Everyone checks the follower count first. It is the wrong number, and for most brands it is the only number they check.

Followers are cheap. You can buy them, farm them through giveaways, or inherit them from an audience that stopped caring three years ago. A profile with 200,000 followers and a silent comment section is worth less than one with 8,000 people who actually listen. The headline number is also the easiest thing on the whole profile to fake, so it is the first thing a weak creator learns to inflate. Judge on it and you quietly select for the people best at gaming it.

So look elsewhere. Four things tell you more, roughly in order of how hard they are to fake.

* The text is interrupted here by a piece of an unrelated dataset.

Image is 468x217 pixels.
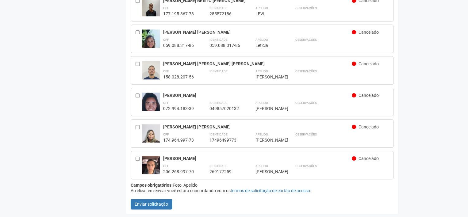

Start with whether the audience is real. Bought followers and bot activity leave marks. Ten thousand new followers land in a week with no post to explain it. The comments are one generic emoji, or written in a language the creator has never posted in. Likes pour in while nobody saves or shares. You can spot some of this by eye, but it is getting harder every month, because the same AI that writes the captions now grows the fake audience underneath them. On SwayQ that check runs before you ever see a name, so a creator who fails it never reaches your shortlist.

Next, watch how the audience behaves, not just how much. Engagement rate is harder to fake than follower count, but pods and bought comments still push it around. What you want is a comment section that reads like a conversation. People answering the actual content. Saves and shares, not a wall of thumbs. An audience that argues with the creator is worth more than an audience that claps.

Third is fit, and it is the one most briefs get wrong. A brilliant creator can be completely wrong for you. The question is never "are they good," it is "are they good for this, for this audience, in this market." A beauty creator with a real Copenhagen following is a different bet for a Danish launch than one whose audience is spread thin across a dozen countries. Fit changes with every brief, so SwayQ has you describe what the campaign actually needs before it matches anyone to it. That way the match is based on the real requirements, not a hunch from a few DMs.

Last, and hardest to see from the outside, is the track record. Has this creator delivered before? On time? Did the work come back clean, or did it take three rounds and a quiet extension? Did any past deal end in a dispute? How a creator has behaved on real collaborations is the best thing you have for guessing how they will behave on yours. It is also the one signal you cannot read off a public profile. It only exists where deals run end to end and someone keeps score.

That is the part we built SwayQ around. A creator's reliability feeds their Q-Score, our read on how dependable they have proven to be across real work rather than how many people follow them. Deliver well and it travels with you.

Even good vetting leaves one gap. You have paid, and now you are hoping. SwayQ closes it by changing how the money moves. A campaign is funded before it starts, but the budget does not land in the creator's inbox as a promise, and it does not sit in anyone's account to be argued over later. It is held safely to one side, under a regulated payment setup and on terms both sides agreed to up front, then released to the creator when you approve the work. That structure is the real value. SwayQ runs the process and keeps it fair, so neither side has to rely on the other's goodwill. And if the two of you ever disagree about whether the work is right, there is a clear route to resolve it with SwayQ in the middle, instead of a standoff that ends in a silent invoice. Going quiet does not claw it back. The money still goes to the creator.

Run those four checks and the follower count falls to where it belongs, near the bottom of the list. It was never going to tell you the one thing that matters, whether a person will actually show up and do the work. Only their track record tells you that, and now that track record finally has somewhere to live.

If you have a brief in mind, the fastest way to see this in practice is to start a campaign and price it against real, vetted creators. Or create a brand account and look around first.